@BrianGain2@NEWSMAX It's not a necessity. If it were, none of us would be here. It's a luxury that makes life better and makes people more productive, but not a necessity.
I didn't have the time, patience or energy to explain this myself, so I'll let AI do it.
Under the laws of thermodynamics, it takes less energy to let your house warm up while you are gone and cool it down later than it does to maintain a constant, cooler temperature all day. Here is the breakdown using thermodynamics.
1. The Second Law and Heat Transfer Rate:
Fourier's Law of Thermal Conduction governs how heat enters your home. Reality: Heat flows from hot to cold, and the speed at which it flows depends directly on the temperature difference. If you keep your house at a constant 72°F on a 95°F day, $\Delta T$ remains large ($23^{\circ}\text{F}$), meaning heat pours into your house at a maximum rate all day long. If you turn the AC off and let the inside temperature rise to 78°F, $\Delta T$ drops to $17^{\circ}\text{F}$. Because the temperature difference is smaller, the rate of heat entering your house slows down. Over an 8-hour workday, a house that is allowed to warm up actually accumulates less total thermal energy than a house kept rigidly cool.
2. The First Law: Conservation of Energy
To cool the house back down, your air conditioner must remove the total amount of heat ($Q$) that entered during the day. Since the rate of heat entry ($\dot{Q}$) was lower while the house was warmer, the total thermal energy stored in the house's thermal mass is lower at the end of the day than the cumulative heat your AC would have had to pump out minute-by-minute to maintain 72°F. You do not pay more energy to "remove it all at once" because you are removing a smaller total quantity of heat than what would have leaked in over a sustained period.
3. Heat Pump Efficiency (Coefficient of Performance)
A minor counterargument often raised is the efficiency of the heat pump itself. In an ideal Carnot cycle, efficiency drops as the temperature difference increases: When your AC kicks on to cool the house from 78°F down to 72°F, it is working against a slightly higher internal temperature initially, which means the compressor operates efficiently. As the indoor temperature drops, the $\text{COP}$ technically degrades slightly compared to when it started, but this minor change in mechanical efficiency never outweighs the massive energy savings gained by reducing total heat infiltration all day. Furthermore, most modern systems (especially variable-speed inverter compressors) run much more efficiently when running continuously for one long cycle to pull down the temperature, rather than constantly cycling on and off in short bursts to maintain a static temperature. Short-cycling causes transient losses where the system consumes peak power before reaching steady-state operating pressures.
Summary:
Letting the house warm up minimizes the thermodynamic driving force ($\Delta T$) that pushes heat into your home. Less heat entering means less energy required to remove it.
@primerealmids91@NEWSMAX It runs the same all the time if it's on. There is no harder. And mold will not start to grow because it's a couple of degrees warmer. The humidity will remain the same if the unit is on. Leave it on 24/7, I don't care, but educate yourself on facts.
When I leave home and it's hot outside, I turn it up just a bit. Because, when I come in from the heat, 77 feels great. Once I acclimate to 77 and start to feel warm, I turn it down a couple of degrees. If I'm still too warm, I turn it down another couple of degrees. That's why God invented the thermostat and not simply an on/off switch.
@USCCB What sound does a Haitian boy make when a priest grabs his dick? He doesn't make a sound. His mouth is full of another priest's tiny dick. I can do this all day pedo cult boys!
@USCCB Calm down! There are plenty of white children to abuse. This is not the worst thing that has ever happened to priests. Expand your mind. You survived centuries abusing only white kids. You'll survive this. Jeez...
@Hestia_Esq I'm 5'8" and I thank vapid women for helping me make my decision to leave my money to a Thai whore. Had I been a few inches taller, I might have left it to a cunt.
Request denied, slave. You obviously don't know how hard it is to make a billion dollars in profit a year, with only a half billion in tax-payer subsidies. You had your chance, now back to you minimum wage job and say thank you. The 2nd Amendment gave you guns, but you're crying on X. Work harder slave!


WORK TASK: Print all of the records. Exclude the images.

##### WORKING DATA #####

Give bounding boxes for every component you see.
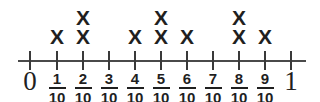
fraction-numerator: 1: [53, 71, 61, 87]
x-mark-stack: X: [176, 27, 198, 46]
fraction-numerator: 9: [261, 71, 269, 87]
x-mark: X: [258, 27, 272, 46]
tick-6: [186, 51, 188, 70]
line-plot-figure: XXXXXXXXXX 01102103104105106107108109101: [0, 0, 320, 102]
tick-2: [82, 51, 84, 70]
number-line-axis: [18, 60, 306, 62]
x-mark: X: [180, 27, 194, 46]
tick-7: [212, 51, 214, 70]
fraction-numerator: 4: [131, 71, 139, 87]
x-mark-stack: XX: [150, 8, 172, 46]
x-mark: X: [128, 27, 142, 46]
tick-4: [134, 51, 136, 70]
fraction-numerator: 5: [157, 71, 165, 87]
x-mark: X: [232, 27, 246, 46]
x-mark: X: [50, 27, 64, 46]
tick-1: [56, 51, 58, 70]
tick-5: [160, 51, 162, 70]
x-mark-stack: XX: [72, 8, 94, 46]
fraction-numerator: 7: [209, 71, 217, 87]
tick-9: [264, 51, 266, 70]
x-mark: X: [154, 27, 168, 46]
x-mark: X: [76, 27, 90, 46]
tick-3: [108, 51, 110, 70]
x-mark-stack: XX: [228, 8, 250, 46]
x-mark-stack: X: [254, 27, 276, 46]
x-mark-stack: X: [124, 27, 146, 46]
x-mark-stack: X: [46, 27, 68, 46]
axis-label-10: 1: [271, 66, 311, 96]
fraction-numerator: 2: [79, 71, 87, 87]
fraction-numerator: 8: [235, 71, 243, 87]
fraction-numerator: 3: [105, 71, 113, 87]
fraction-numerator: 6: [183, 71, 191, 87]
tick-8: [238, 51, 240, 70]
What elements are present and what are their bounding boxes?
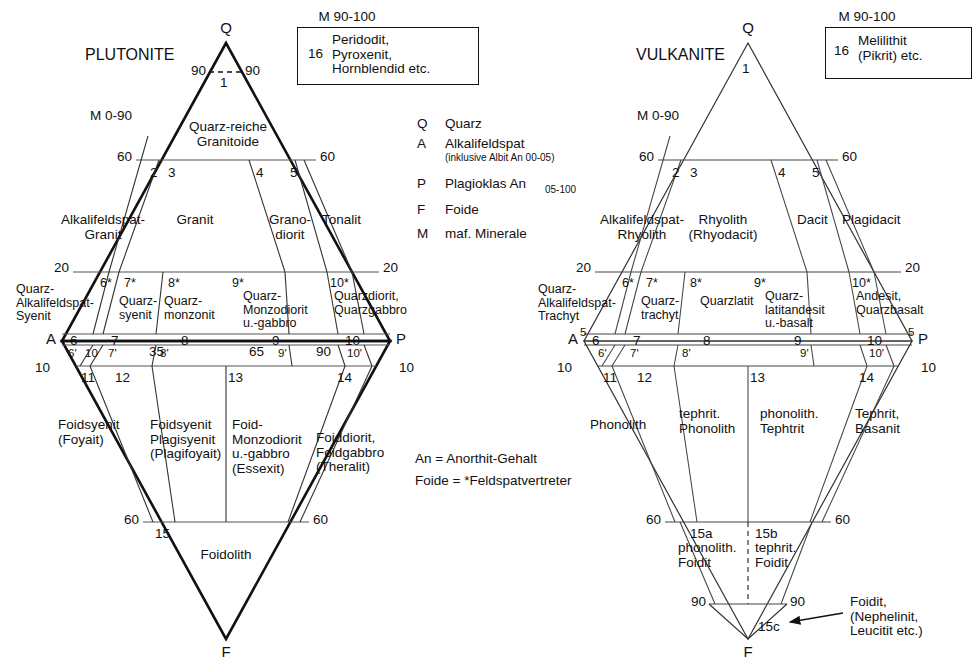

#####

TASK SOLUTION:
Give bounding boxes for every component you see.
fraction-numerator: 1: [53, 71, 61, 87]
x-mark-stack: X: [176, 27, 198, 46]
fraction-numerator: 9: [261, 71, 269, 87]
x-mark: X: [258, 27, 272, 46]
tick-6: [186, 51, 188, 70]
line-plot-figure: XXXXXXXXXX 01102103104105106107108109101: [0, 0, 320, 102]
tick-2: [82, 51, 84, 70]
number-line-axis: [18, 60, 306, 62]
x-mark: X: [180, 27, 194, 46]
tick-7: [212, 51, 214, 70]
fraction-numerator: 4: [131, 71, 139, 87]
x-mark-stack: XX: [150, 8, 172, 46]
x-mark: X: [128, 27, 142, 46]
tick-4: [134, 51, 136, 70]
fraction-numerator: 5: [157, 71, 165, 87]
x-mark: X: [232, 27, 246, 46]
x-mark: X: [50, 27, 64, 46]
tick-1: [56, 51, 58, 70]
tick-5: [160, 51, 162, 70]
x-mark-stack: XX: [72, 8, 94, 46]
fraction-numerator: 7: [209, 71, 217, 87]
tick-9: [264, 51, 266, 70]
x-mark: X: [154, 27, 168, 46]
x-mark: X: [76, 27, 90, 46]
tick-3: [108, 51, 110, 70]
x-mark-stack: XX: [228, 8, 250, 46]
x-mark-stack: X: [254, 27, 276, 46]
x-mark-stack: X: [124, 27, 146, 46]
x-mark-stack: X: [46, 27, 68, 46]
axis-label-10: 1: [271, 66, 311, 96]
fraction-numerator: 2: [79, 71, 87, 87]
fraction-numerator: 8: [235, 71, 243, 87]
fraction-numerator: 3: [105, 71, 113, 87]
fraction-numerator: 6: [183, 71, 191, 87]
tick-8: [238, 51, 240, 70]
What elements are present and what are their bounding boxes?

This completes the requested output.